Whatever it is, the way you tell your story online can make all the difference.

Society for American Music

SAM, online, June 9, 2021.

Material from this paper was published in God Rock, Inc.

Abstract

“God just told me to start my own label and give my records away.” So spoke Keith Green, a Christian songwriter and performer signed to U.S.-based label Sparrow Records, to Billy Ray Hearn, Sparrow’s founder and owner, in 1979. Launched in 1976, Sparrow operated wholly in the then-nascent market for Christian rock and popular music. Hearn intentionally kept the artist roster small so he could pay personal attention to each release. Releasing Green from his contract would dramatically impact his business and ability to support other artists in their music (and ministry) careers. Green, however, was convicted that his music could not minister to those who most needed to hear God’s message unless it was freely available.
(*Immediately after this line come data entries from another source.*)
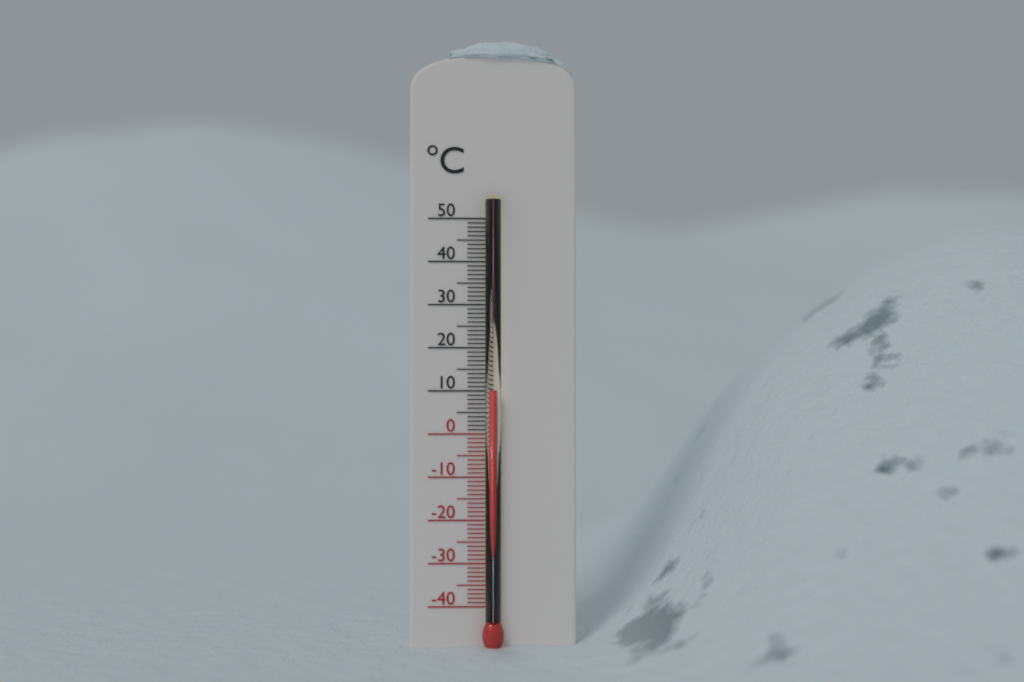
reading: 10 °C
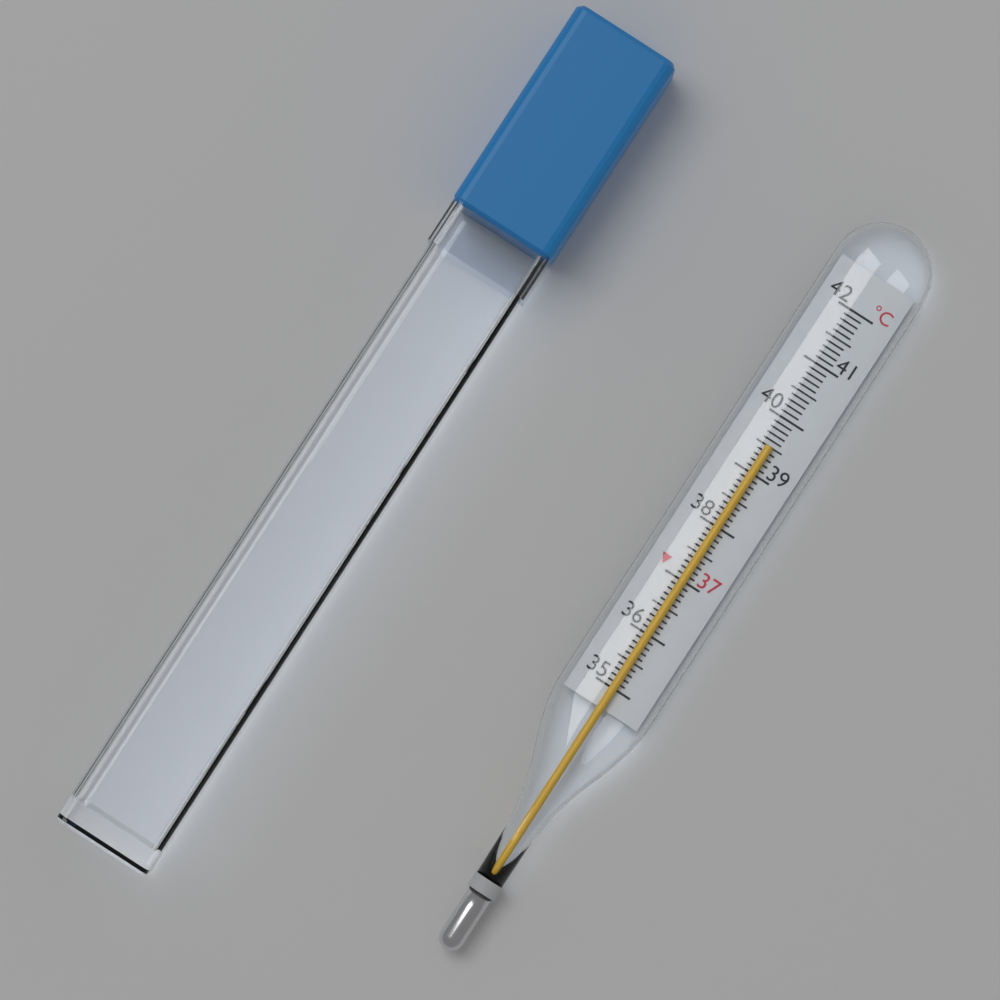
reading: 39.5 °C
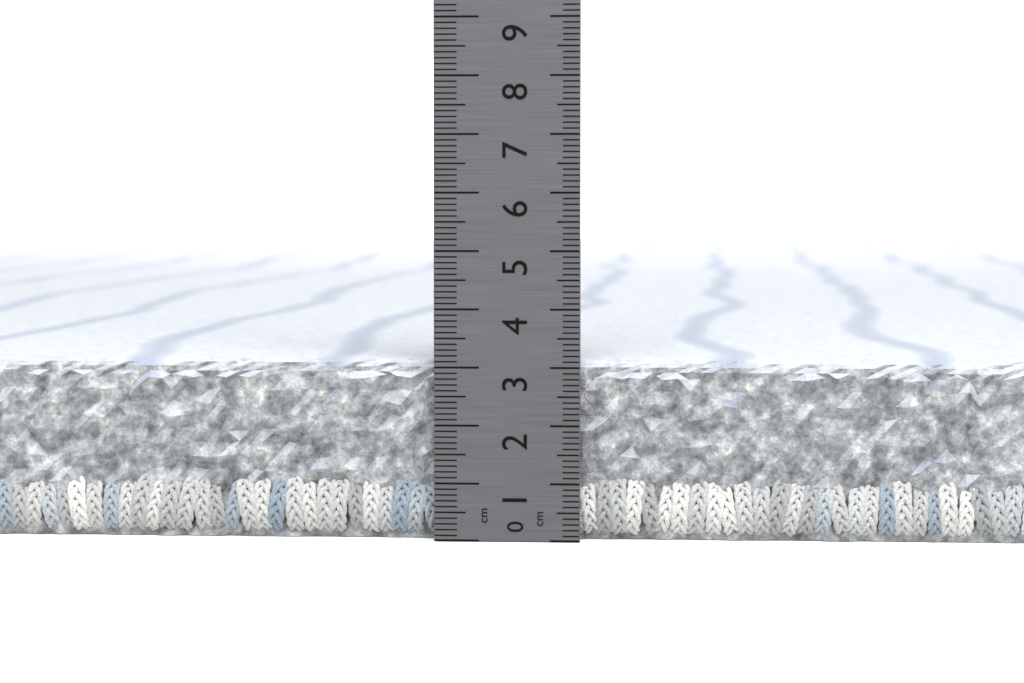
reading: 3.1 cm
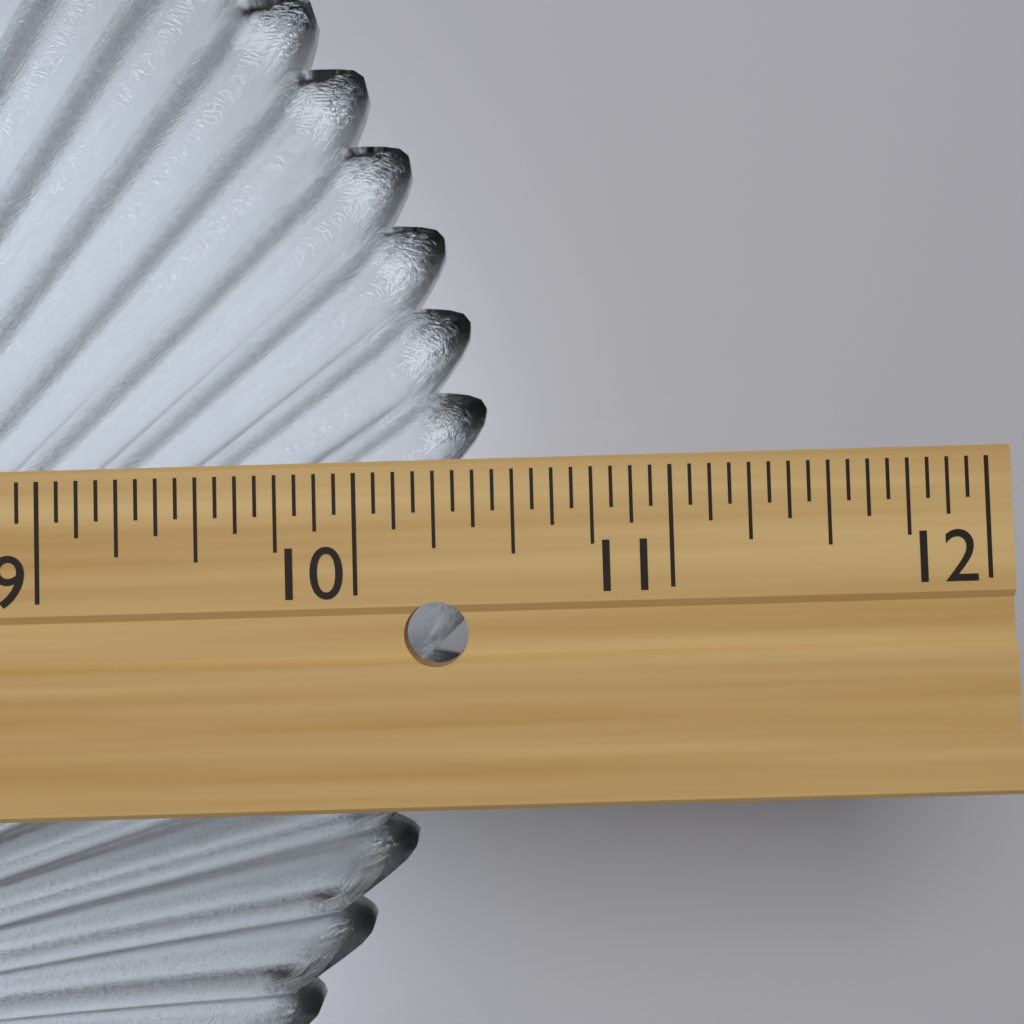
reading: 10.4375 in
In an interview many years later, Hearn recounted to me, “Of course, I did it, because when God’s telling somebody to do something, I’m not going to stand in the way.” Decades before Radiohead’s In Rainbows (2007) pay-what-you-will experiment, Green released his third album, So You Wanna Go Back to Egypt (1980), independently from Sparrow for free or donation. In this paper, I examine Keith Green’s career within the U.S. Christian music industry to illustrate how one artist navigated the delicate balance of ethical and commercial imperatives in media industries. Incorporating perspectives on music, ethics, and religion from ethnomusicologists Timothy Rommen (2007) and Jeffers Engelhardt (2015), I argue that ethical objectives can be just as important as aesthetic or commercial ones, particularly in their ability to establish markets’ boundaries.